Details has been posted to PIClist mailing list (which is highly
recomended, b.t.w,
see www.piclist.com).

Jan-Erik.
ah. thanks. someone said the PIClist was helpful but didn't specify the
mailing list.

i noticed that alot of code e.g.s (ANs and other) had errors, but saw
through them. the table lookup AN did at least warn me of the page
boundary prob. i think my code prob was just a matter of accounting for
the extra PCL increment after i load in the offset. not sure yet, i have
to try.

is there anyway to subscribe to the mailing list without getting
inundated with every post that gets sent to POClist.

brs,
mike
 
J

Jan-Erik Söderholm

Jan 1, 1970
0
Active8 said:
i noticed that alot of code e.g.s (ANs and other) had errors, but saw
through them. the table lookup AN did at least warn me of the page
boundary prob.

Yes, but the *real* problem in AN556, is that example 3,4 and 5 (I
think) has
an incorrect calculation of the "Calculated-GOTO" that will get the
code into an infinite loop if called with 0 (zero) as the "index"...
i think my code prob was just a matter of accounting for
the extra PCL increment after i load in the offset. not sure yet, i have
to try.

That kind of sounds as the bug in the AN556, not sure...
is there anyway to subscribe to the mailing list without getting
inundated with every post that gets sent to POClist.

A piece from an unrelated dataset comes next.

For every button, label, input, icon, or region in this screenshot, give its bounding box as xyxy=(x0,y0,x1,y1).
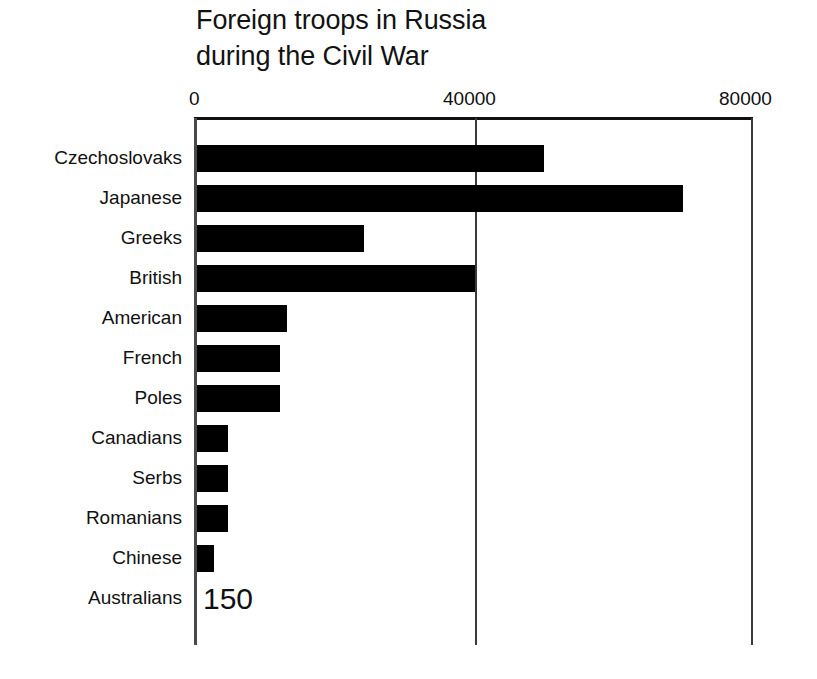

You first subscribe, then send mails to the listserver with commands
specifying which "topics" you want to get. [PIC], [AVR], [EE] are some
of them. I have PIC and E and get about 20-30 mails a day.

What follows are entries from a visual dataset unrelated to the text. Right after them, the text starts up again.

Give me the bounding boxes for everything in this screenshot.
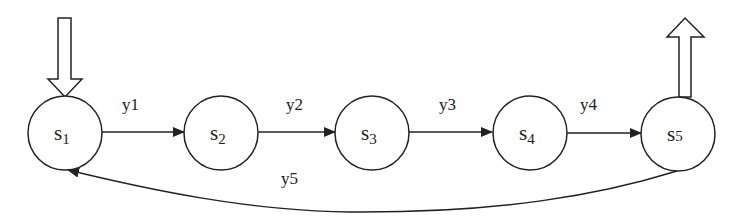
entry-arrow-icon [48, 18, 82, 97]
state-s4-sub: 4 [527, 131, 535, 147]
state-s3-sub: 3 [369, 131, 377, 147]
edge-label-y1: y1 [122, 95, 139, 114]
state-s2-base: s [210, 121, 218, 145]
state-s3-base: s [361, 121, 369, 145]
edge-label-y2: y2 [286, 95, 303, 114]
state-s4-base: s [519, 121, 527, 145]
state-s5-base: s [667, 122, 675, 146]
edge-label-y5: y5 [281, 169, 298, 188]
state-s3: s3 [335, 96, 409, 170]
state-diagram: y1 y2 y3 y4 y5 s1 s2 s3 s4 s5 [0, 0, 746, 218]
state-s2-sub: 2 [218, 131, 226, 147]
state-s2: s2 [184, 96, 258, 170]
state-s1-base: s [54, 121, 62, 145]
state-s1: s1 [28, 96, 102, 170]
state-s4: s4 [493, 96, 567, 170]
exit-arrow-icon [667, 18, 704, 97]
edge-label-y3: y3 [439, 95, 456, 114]
state-s5: s5 [641, 97, 715, 171]
state-s5-sub: 5 [675, 128, 683, 144]
state-s1-sub: 1 [62, 131, 70, 147]
edge-label-y4: y4 [580, 95, 598, 114]
transition-s5-s1 [68, 170, 677, 212]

Anyway, try it, if you don't like it, just remove yourself...

Jan-Erik.
 
A

Active8

Jan 1, 1970
0
Yes, but the *real* problem in AN556, is that example 3,4 and 5 (I
think) has
an incorrect calculation of the "Calculated-GOTO" that will get the
code into an infinite loop if called with 0 (zero) as the "index"...

can't remember. i'll look at it again. the calculated goto is a good one
so i'll have to fix the code.
That kind of sounds as the bug in the AN556, not sure...

maybe. nothing like stepping through code to make sure.
is there anyway to subscribe to the mailing list without getting
inundated with every post that gets sent to POClist.

You first subscribe, then send mails to the listserver with commands
specifying which "topics" you want to get. [PIC], [AVR], [EE] are some
of them. I have PIC and E and get about 20-30 mails a day.


Anyway, try it, if you don't like it, just remove yourself...

yeah, it looks good. i can always add filters on my end, too.